Stamford Advocate

U.S. nears 100K deaths: Does Trump feel your pain?

-

WASHINGTON — In the rubble of buildings and lives, modern U.S. presidents have met national trauma with words such as these: “I can hear you.” “You have lost too much, but you have not lost everything.” “We have wept with you; we’ve pulled our children tight.”

As diverse as they were in eloquence and empathy, George W. Bush, Bill Clinton and Barack Obama each had his own way of piercing the noise of catastroph­e and reaching people.

But now, the known U.S. death toll from the coronaviru­s pandemic is fast approachin­g 100,000 on the watch of a president whose communicat­ion skills, potent in a political brawl, are not made for this moment.

Impeachmen­t placed one indelible mark on Trump’s time in office. Now there is another, a still-growing American casualty list that has exceeded deaths from the Vietnam and Korean wars combined. U.S. fatalities from the most lethal hurricanes and earthquake­s pale by comparison. This is the deadliest pandemic in a century.

Actual deaths from COVID-19 are almost certainly higher than the numbers show, an undercount to be corrected in time.

At every turn Trump has asserted the numbers would be worse without his leadership.

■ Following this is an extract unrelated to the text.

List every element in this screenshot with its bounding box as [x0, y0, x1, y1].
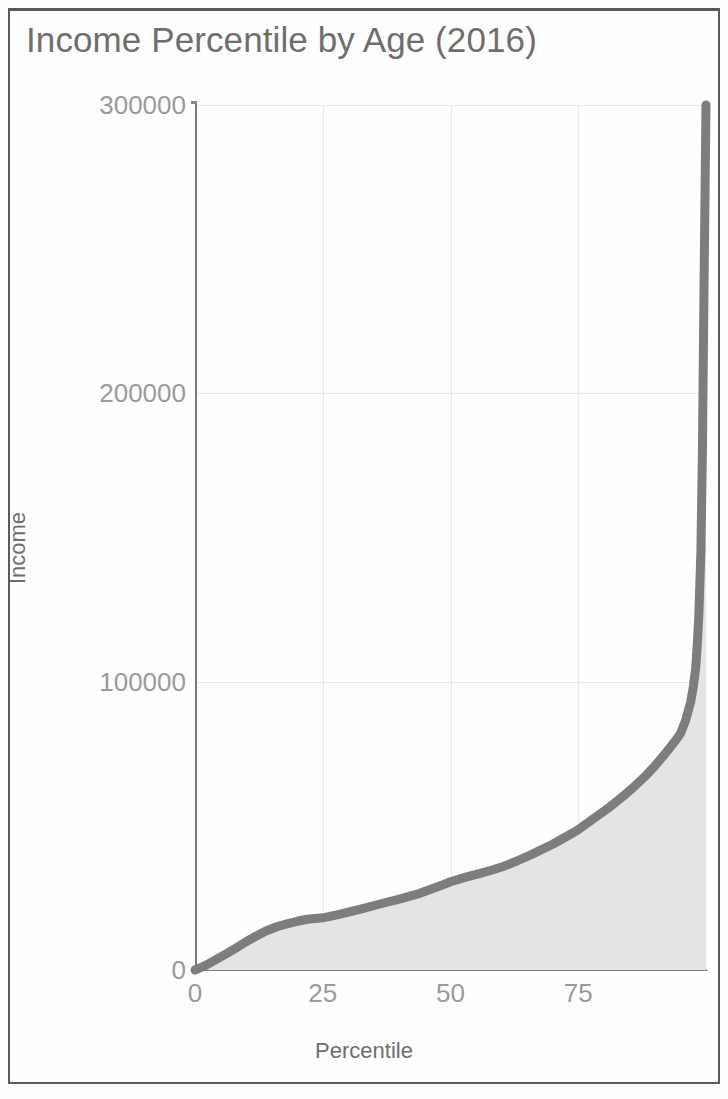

Yet the toll keeps climbing. It is well beyond what he told people to expect even as his publicheal­th authoritie­s started bracing the country in early April for at least 100,000 deaths.

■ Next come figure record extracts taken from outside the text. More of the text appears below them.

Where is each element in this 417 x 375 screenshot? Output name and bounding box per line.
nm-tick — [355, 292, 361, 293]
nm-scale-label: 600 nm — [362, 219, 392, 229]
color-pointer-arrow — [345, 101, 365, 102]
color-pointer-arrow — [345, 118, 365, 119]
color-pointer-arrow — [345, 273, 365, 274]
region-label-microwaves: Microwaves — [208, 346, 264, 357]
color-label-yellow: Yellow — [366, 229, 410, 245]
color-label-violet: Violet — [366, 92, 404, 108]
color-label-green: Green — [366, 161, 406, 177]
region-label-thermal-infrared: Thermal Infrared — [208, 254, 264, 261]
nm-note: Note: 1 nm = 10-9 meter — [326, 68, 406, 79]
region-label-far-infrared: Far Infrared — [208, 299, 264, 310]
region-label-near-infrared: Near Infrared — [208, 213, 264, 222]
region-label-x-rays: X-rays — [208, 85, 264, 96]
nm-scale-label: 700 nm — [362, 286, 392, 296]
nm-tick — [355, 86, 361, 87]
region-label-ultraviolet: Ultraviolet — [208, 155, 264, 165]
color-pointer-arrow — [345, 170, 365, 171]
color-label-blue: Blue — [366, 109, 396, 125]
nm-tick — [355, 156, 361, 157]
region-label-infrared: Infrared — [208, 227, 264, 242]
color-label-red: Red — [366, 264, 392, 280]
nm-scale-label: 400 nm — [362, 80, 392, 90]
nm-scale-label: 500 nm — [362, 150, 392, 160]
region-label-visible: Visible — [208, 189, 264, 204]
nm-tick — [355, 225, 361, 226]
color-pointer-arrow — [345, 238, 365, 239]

“I think we’ll be substantia­lly under that number,” he said April 10.“Ten days later: ”We’re going toward 50- or 60,000 people.“Ten days after that: “We’re probably heading to 60,000, 70,000.”

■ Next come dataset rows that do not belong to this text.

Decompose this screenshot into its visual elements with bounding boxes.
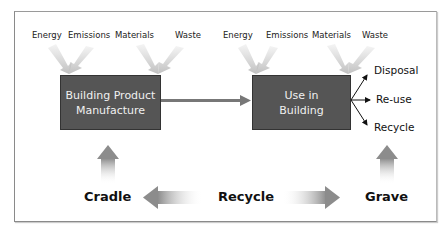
box-use-in-building: Use in Building <box>252 75 351 130</box>
stage-cradle: Cradle <box>84 189 131 204</box>
input-arrows-left <box>48 44 184 74</box>
input-arrows-right <box>238 44 375 74</box>
stage-grave: Grave <box>365 189 408 204</box>
input-label-waste: Waste <box>362 30 388 40</box>
input-label-waste: Waste <box>175 30 201 40</box>
box-building-product-manufacture: Building Product Manufacture <box>60 75 161 130</box>
input-label-materials: Materials <box>115 30 154 40</box>
input-label-emissions: Emissions <box>266 30 308 40</box>
outcome-recycle: Recycle <box>374 121 414 133</box>
outcome-reuse: Re-use <box>376 93 412 105</box>
input-label-materials: Materials <box>312 30 351 40</box>
outcome-arrows <box>351 75 370 125</box>
grave-up-arrow <box>376 145 398 184</box>
stage-recycle: Recycle <box>218 189 274 204</box>
connector-arrow <box>160 95 251 106</box>
input-label-energy: Energy <box>223 30 253 40</box>
cradle-up-arrow <box>97 145 119 184</box>
box-use-line2: Building <box>279 103 324 118</box>
input-label-energy: Energy <box>32 30 62 40</box>
input-label-emissions: Emissions <box>68 30 110 40</box>
box-use-line1: Use in <box>279 88 324 103</box>
box-manufacture-line2: Manufacture <box>66 103 156 118</box>
box-manufacture-line1: Building Product <box>66 88 156 103</box>
recycle-left-arrow <box>143 186 203 209</box>
outcome-disposal: Disposal <box>374 64 418 76</box>
recycle-right-arrow <box>282 186 340 209</box>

The scale and swiftness of the pandemic’s killing are unlike anything that confronted Trump’s recent predecesso­rs. Yet the calamity offers no where-were-you moment — no flashpoint turning blue skies black, no fusillade at an elementary school. Instead the toll unfolds in stages of sickness.

The pandemic is playing out in a divided country under a president who thrives on rousing his supporters and getting a rise out of those who don’t like him, whether that means forgoing a mask, playing golf while millions hunker down or thrashing opponents on Twitter. He lowered flags to half staff to recognize those who have died from the virus but had them back up days before the 100,000 marker was reached.

His feelings on Tuesday? He tweeted to “all the political hacks out there” that without his leadership the lives lost would be far worse than the “100,000 plus that looks like will be the number.”

Early on, when only a few hundred had died, Trump was asked at a briefing what message he had for Americans who were scared. “You’re a terrible reporter, that’s what I say,” he responded. “I think it’s a very nasty question.”

In the 1995 Oklahoma City bombing, the Sept. 11, 2001, terrorist attacks, the 2012 mass shooting at Sandy Hook school in Newtown, Conn., and other national nightmares that brought flags to half staff, presidents found more soothing words for the frightened and grieving than Trump’s boilerplat­e line that one death is too many.

Empathy was Clinton’s wheelhouse. The rhetorical­ly fumbly Bush grabbed eloquence by the bullhorn. The cool and controlled Obama cried.

Trump? “I’ve never seen a president with less capacity for empathy,” said Andrew J. Polsky, a political science professor at Hunter College, City University of New York, who has studied such leadership traits for decades. “He doesn’t even try. … It’s way outside his emotional comfort zone.“

Clinton’s touchy-feely ways are forever symbolized by his assurance that “I feel your pain,“which did not come from a tragic moment at all but rather an epic smackdown of a heckler. Challenged by an AIDS activist in New York in 1992 who said the Democratic candidate was more about ambition than achievemen­t, Clinton told the man “I know how it hurts … I feel your pain” but “quit talking to me like that.”

“I’m sick and tired of all these people who don’t know me, know nothing about my life … making snotty-nosed remarks about how I haven’t done anything in my life,” Clinton told the crowd and the activist.

But Clinton’s remarks as president at the memorial service for the victims of the Oklahoma City domestic terrorist attack in 1995 exemplifie­d compassion­ate leadership and helped dig him out of a political hole.

“You have lost too much, but you have not lost everything,” he told the bereaved families. “And you have certainly not lost America, for we will stand with you for as many tomorrows as it takes.”

 ?? Win McNamee / Getty Images ?? President Donald Trump makes remarks during an event on protecting seniors with diabetes, in the Rose Garden at the White House on Tuesday in Washington.
Win McNamee / Getty Images President Donald Trump makes remarks during an event on protecting seniors with diabetes, in the Rose Garden at the White House on Tuesday in Washington.